Vendrame and Cosnefroy give the squad genuine punch in the closing kilometres. Vendrame, the Italian veteran who joined the team in the winter from Decathlon-AG2R's pre-merger structure, has spent the entire spring riding himself into the form he last showed in 2023 and produced a top-twenty at Dwars door Vlaanderen on Wednesday two weeks ago. Cosnefroy, by contrast, makes a Paris-Roubaix start nobody had pencilled in: the 30-year-old Norman is far better known for his work at Amstel Gold and Flèche Wallonne, but a long winter of dedicated cobbles preparation has left him desperate to finally ride the one Monument he has always avoided. "I am 30 years old and I have never started Roubaix," Cosnefroy said. "If I am going to do it once in my career, this is the year, with this team, with this leader."

The supporting cast is rounded out by Godon, Berthet and Vandermeeren — three riders whose roles will be entirely about positioning, protection and the brutal grind of the first ten cobbled sectors. Godon, the 2024 Brabantse Pijl winner, will pilot Naesen through the Arenberg approach; Berthet, a 24-year-old French climber turned cobbles convert, has been the team's revelation in spring training; and Vandermeeren, the youngest rider on the start sheet at 23, earns a dream Monument debut after a Belgian under-23 cobbled season that produced wins at the Tro Bro Léon under-23 and the GP Lillers junior. "I am terrified and I cannot wait," Vandermeeren admitted on the team bus in Compiègne. "Roubaix at 23 with Oliver Naesen telling you what to do — if you are not happy with that as a Belgian neo-pro, you should not be on this start line."

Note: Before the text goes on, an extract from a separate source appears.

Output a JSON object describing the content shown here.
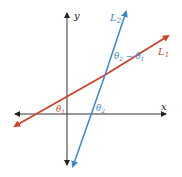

For Serieys and his staff, the symbolism of running two parallel campaigns this week — the Itzulia GC defence in Spain and the Roubaix gamble in France — is exactly the point. After a decade of the team's identity being defined by what it could not do, Decathlon CMA CGM have arrived at the most important week of their season strong enough to do two things at once. "We have the rider of the spring in the Basque Country and we have a real Paris-Roubaix selection in Compiègne," Serieys said. "Five years ago we could not have said that sentence out loud."